**What is required**
In full and unchanged, set down the entries that follow, with no images.

**Input for this task**
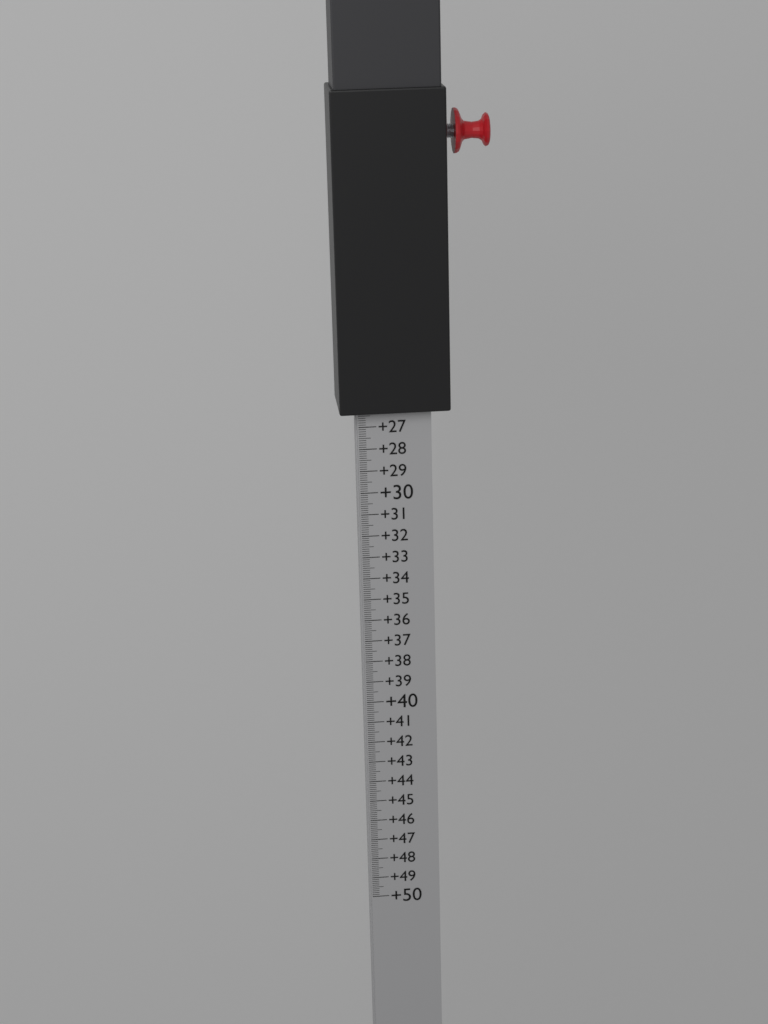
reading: 26.3 (no unit)
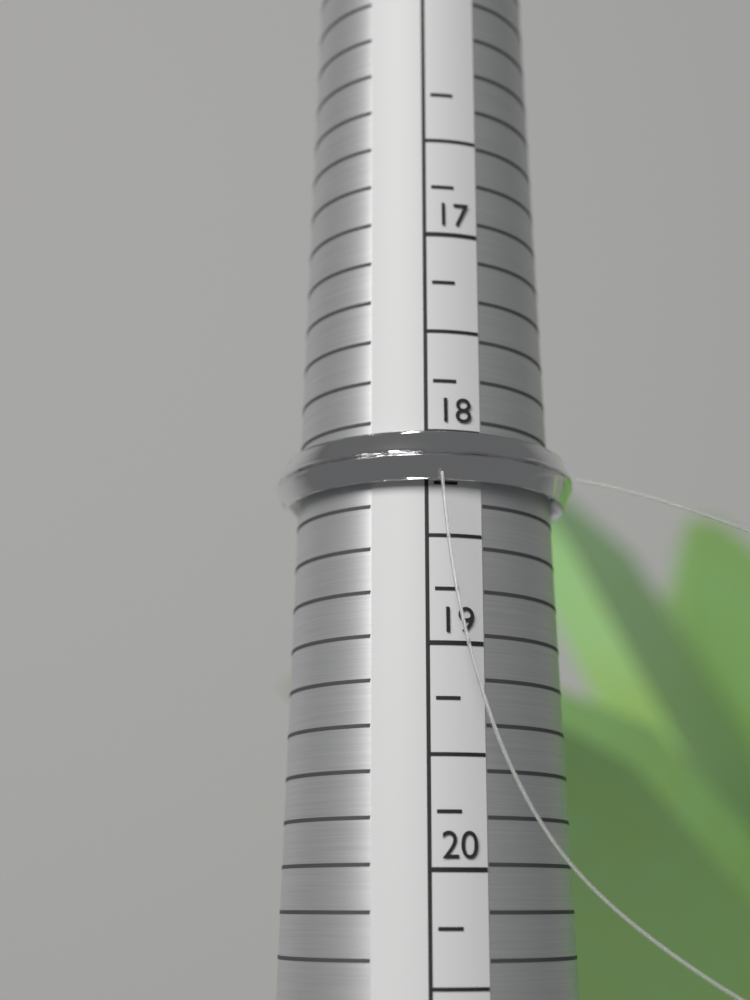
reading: 18.25 (no unit)
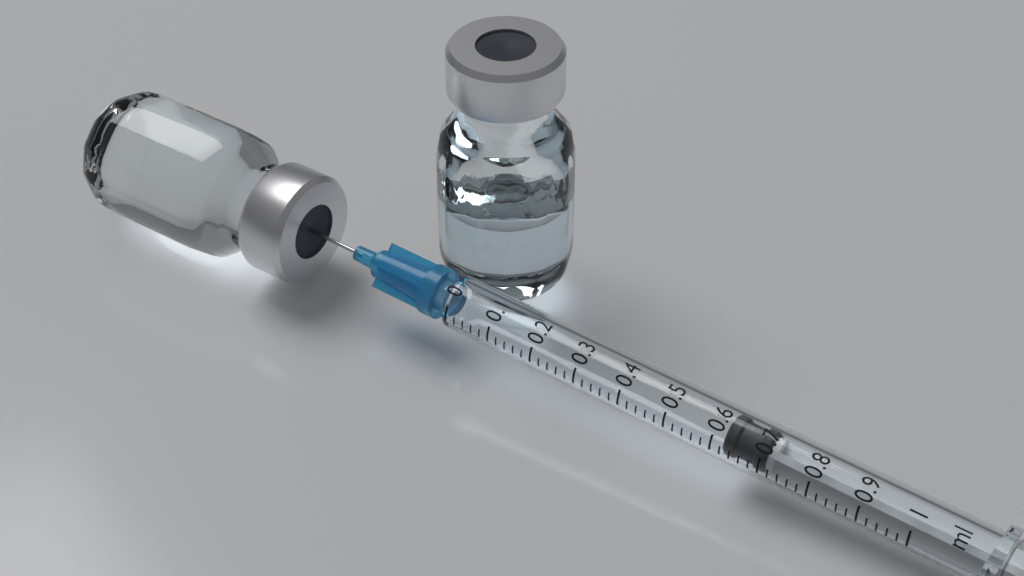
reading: 0.62 ml
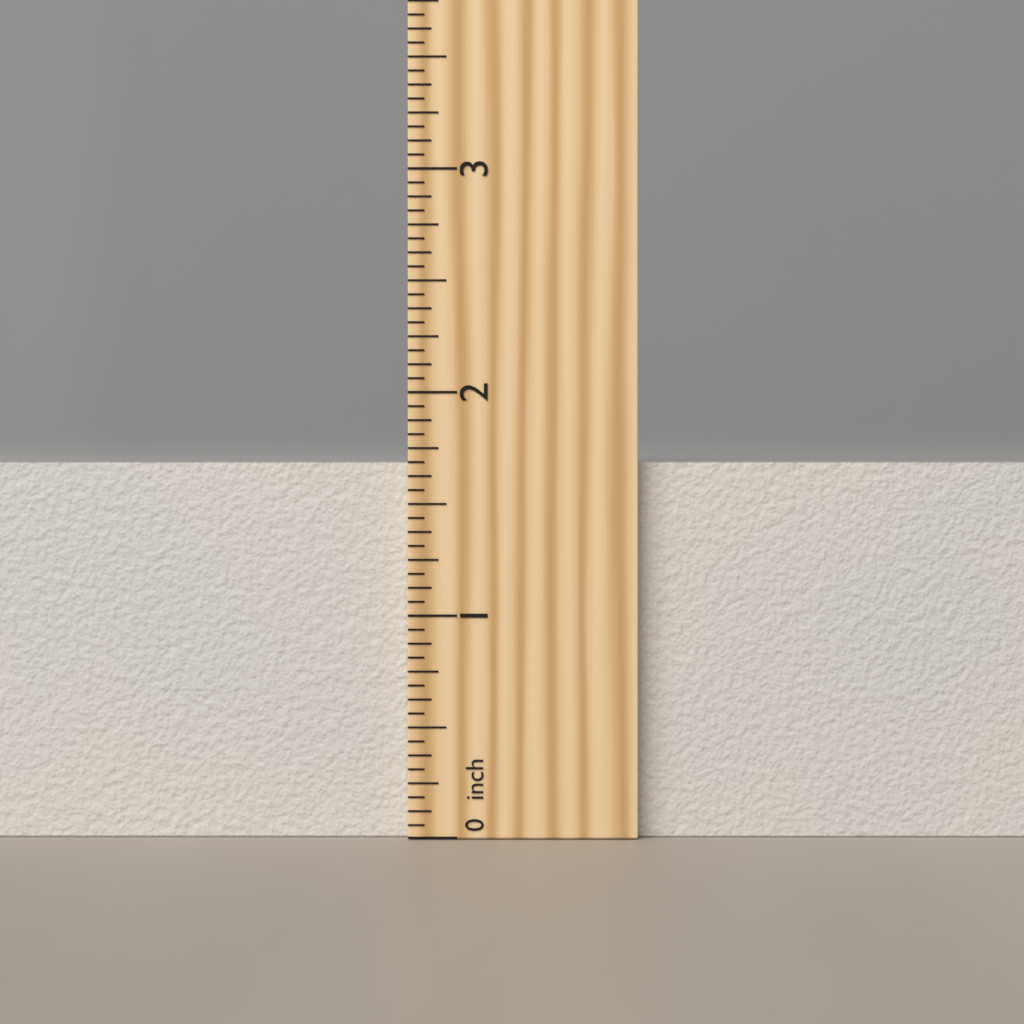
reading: 1.6875 inch
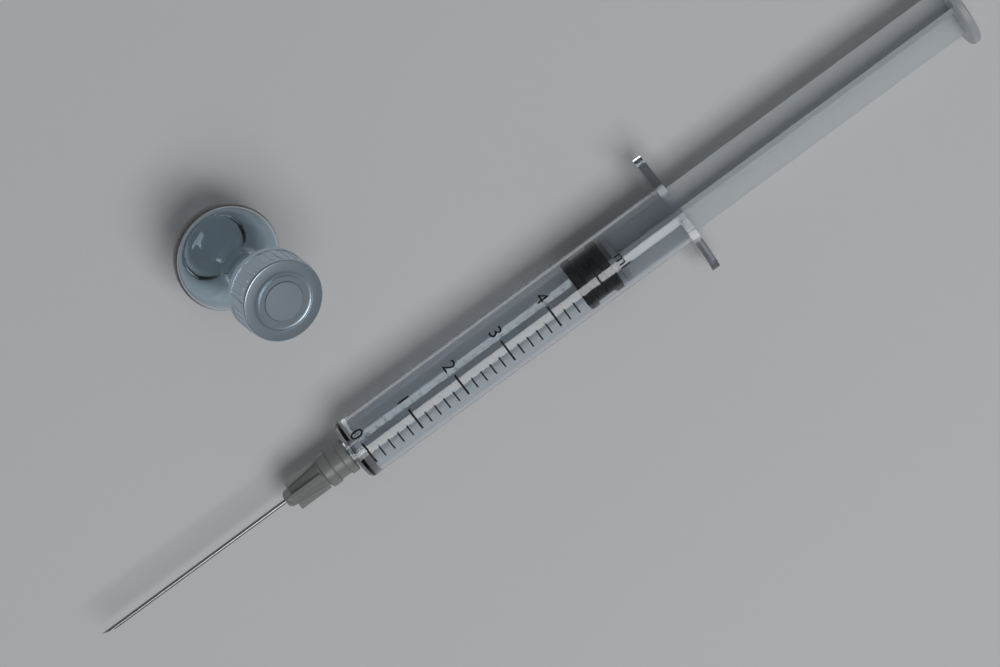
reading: 4.6 ml
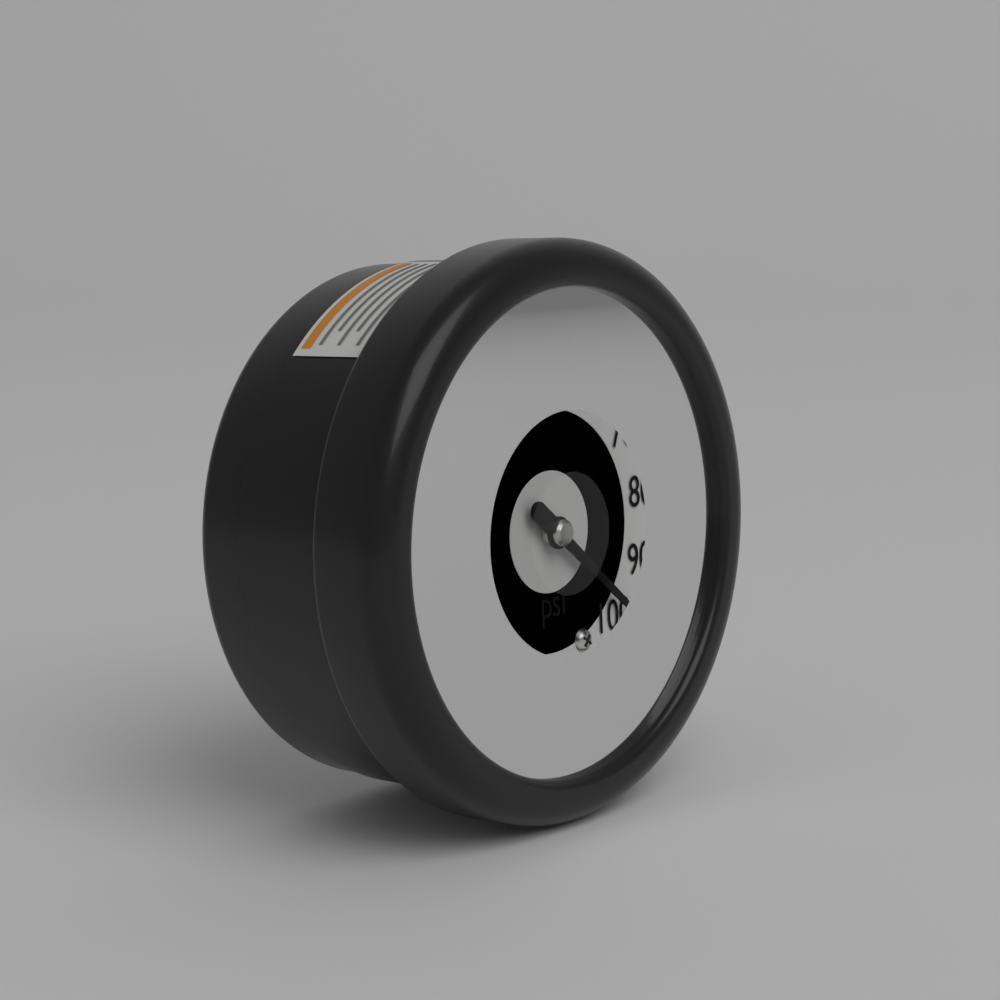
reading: 98 psi
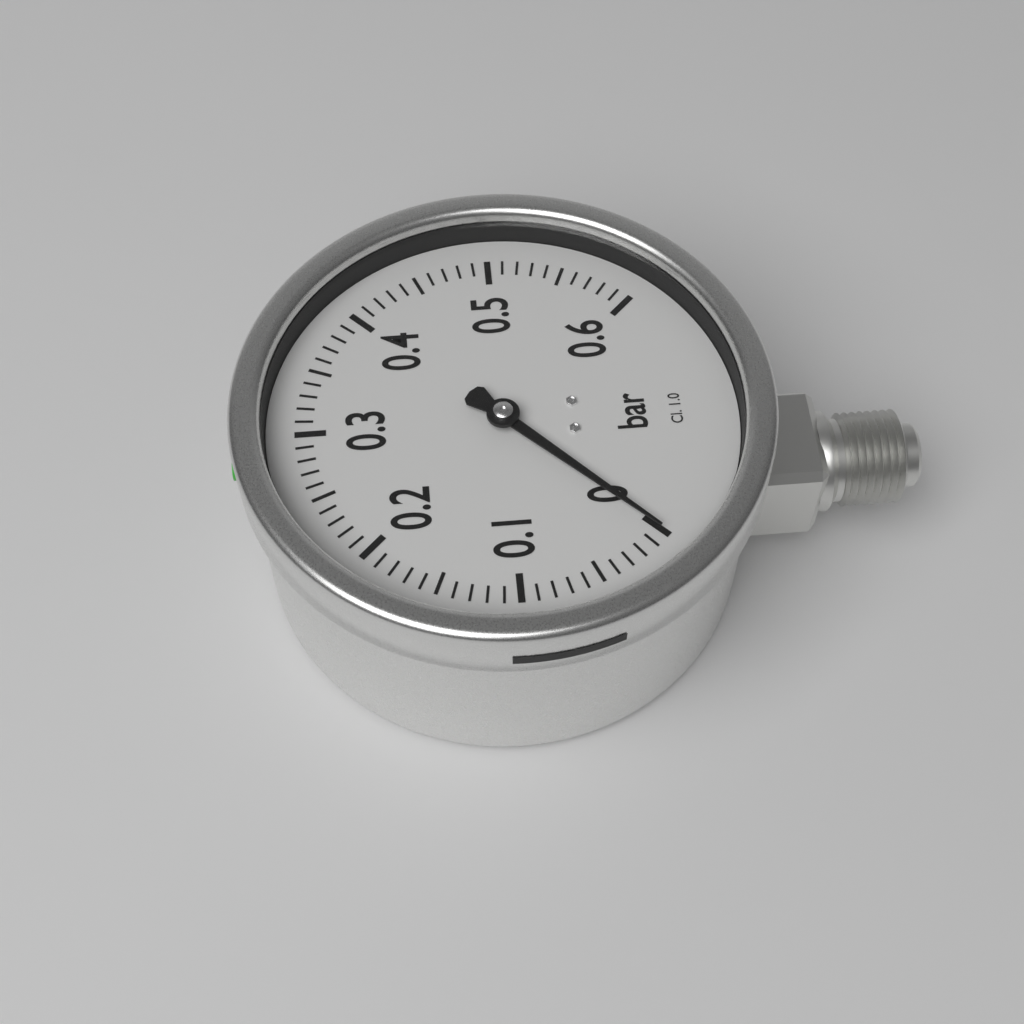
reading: 0.00 bar
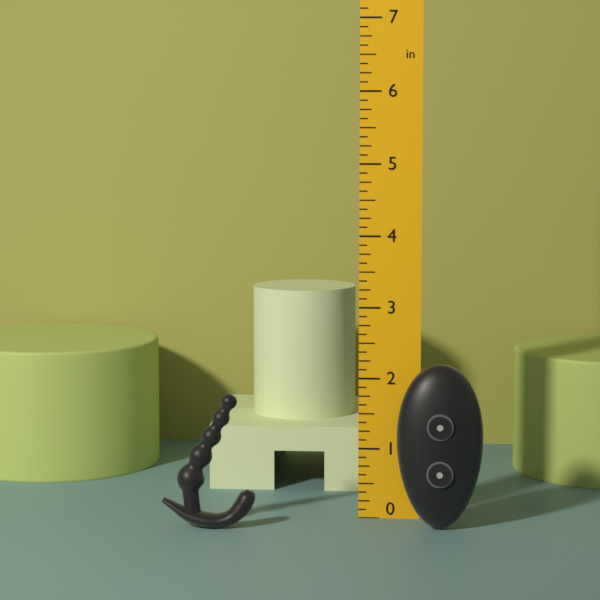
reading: 1.875 in
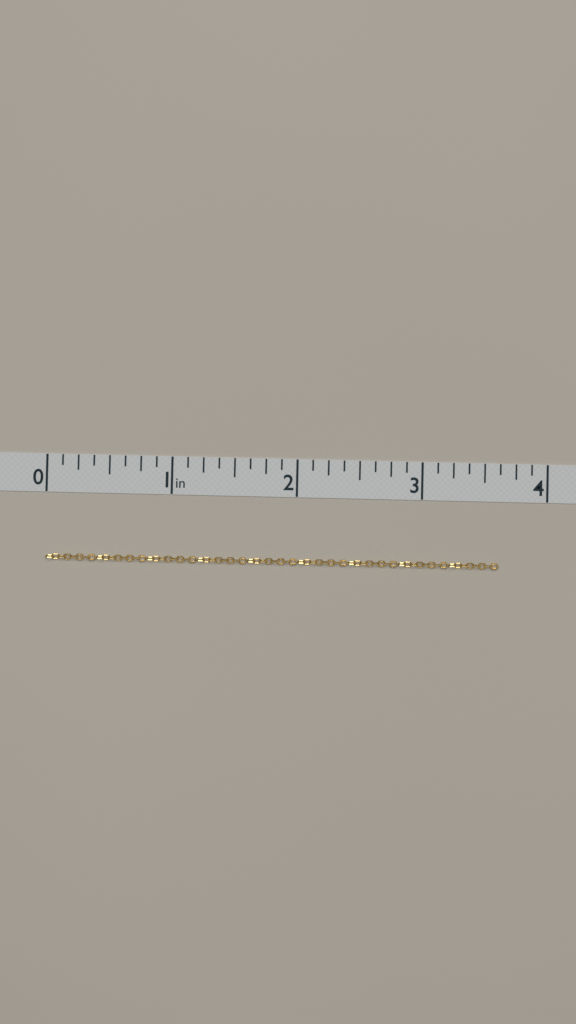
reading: 3.625 in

**Exercise answer**
reading: 26.3 (no unit)
reading: 18.25 (no unit)
reading: 0.62 ml
reading: 1.6875 inch
reading: 4.6 ml
reading: 98 psi
reading: 0.00 bar
reading: 1.875 in
reading: 3.625 in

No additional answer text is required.